A study published this month in The Canadian Medical Association Journal recognizes these facts, and its authors call on medical schools to place greater emphasis on empathic communication. The authors disagree with me when they contend that, “Even though physicians differ in their innate capacities, as with any other skill in medicine, clinical empathy can be taught and acquired.” Perhaps I’m a pessimist, but twenty years teaching in medical schools has given me the polar opposite opinion. When taught, many students are able to understand the concept of empathy, and some will even practice it transiently, but for those who never had it, the recidivism rate is very high.

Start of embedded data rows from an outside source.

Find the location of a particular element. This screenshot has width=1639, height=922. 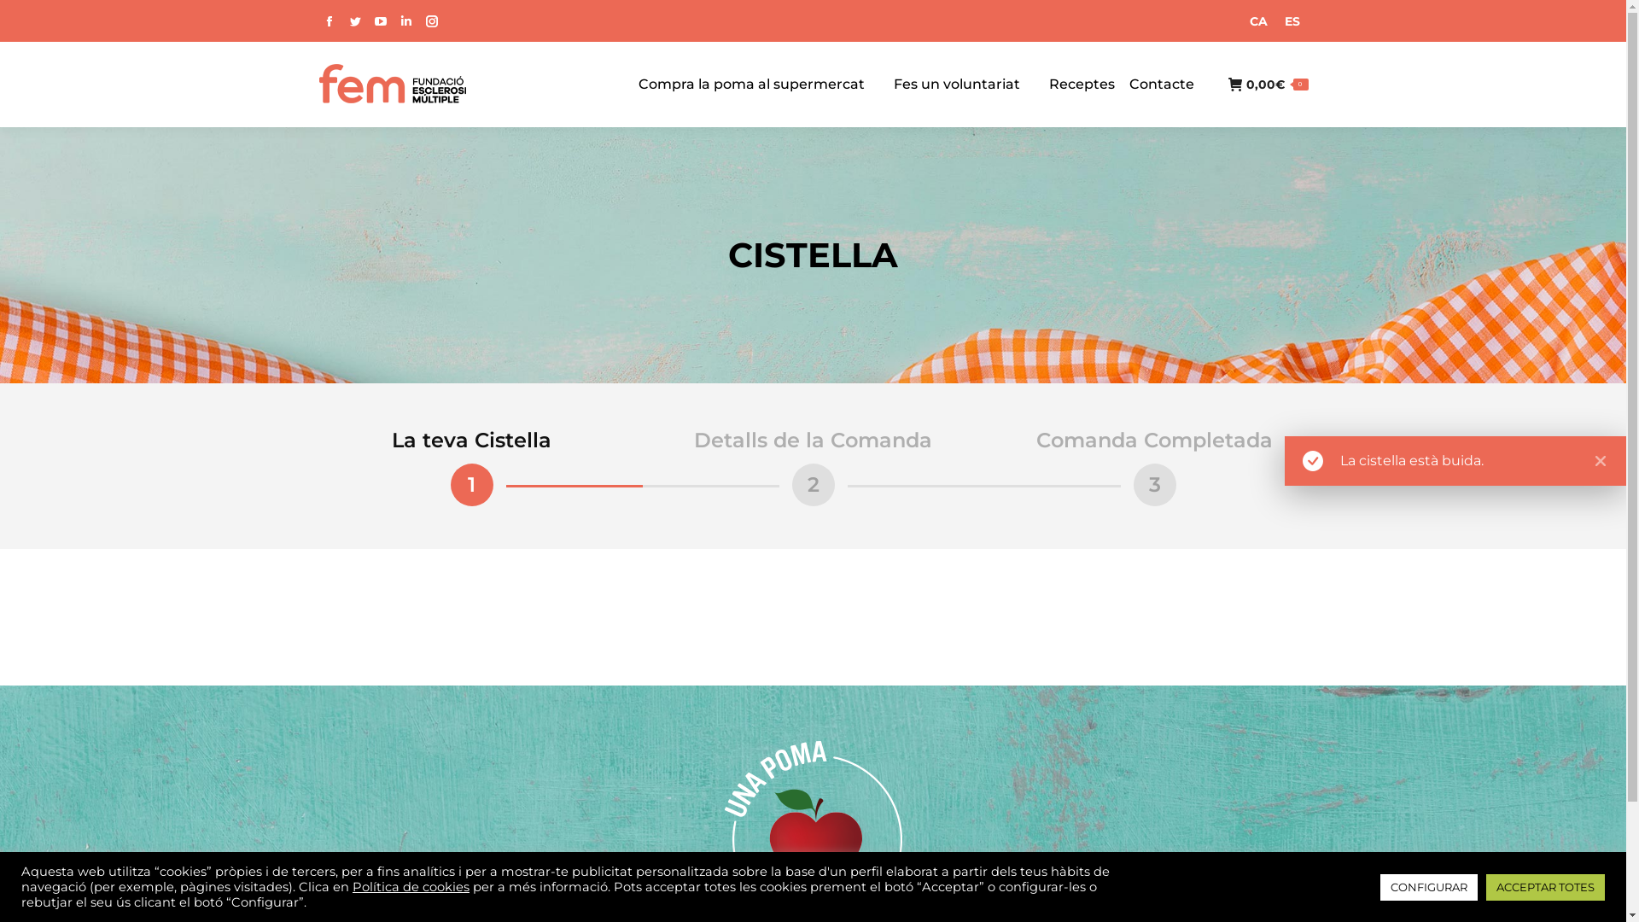

CA is located at coordinates (1258, 20).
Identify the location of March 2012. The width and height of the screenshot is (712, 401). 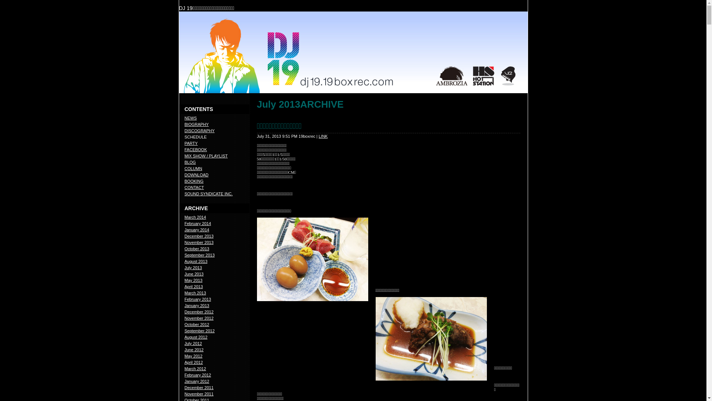
(196, 368).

An assistant professor of psychiatry at the University of Rochester studied the interactions of oncologists and their patients. She concluded that showing empathy saves time for busy physicians, in part I believe because, as Dr. Osler said, “the patient is telling you the diagnosis.” She states, “When the physicians in our study made empathic statements, the patient exchanges actually took less time. When they didn’t respond empathetically, patients were likely to repeatedly raise the point in an effort to get the response.”
The study demonstrated that oncologists showed empathy in only 22% of oncologist-patient interviews where there was a chance to display it. How about this example from the study?
Patient: “I was doing a man’s labor and I was always told I had a good strong heart and lungs. But the lungs couldn’t withstand all those cigarettes …”
Doctor: “Yeah.”
Patient: “… asbestos and pollution and secondhand smoke sand all these other things, I guess.”
Doctor: “Do you have glaucoma?”
The oncologist either didn’t pay attention to what the patient said or didn’t care enough to empathize, affectively or cognitively. The doctor just went on with his review of the patient’s organ systems instead of truly hearing the patient’s regretful admission of his lung abuse. This doctor, like far too many others, talked to his patient rather than with his patient.
Perhaps you’re fortunate enough to have empathic physicians. If, like too many people, you’re stuck with doctors who have neither the time nor the inclination to empathize with you, doctors with whom you aren’t at all comfortable, simply switch doctors. After all, the clothes on your back aren’t as important as your health, and you don’t hesitate to return them if they don’t fit.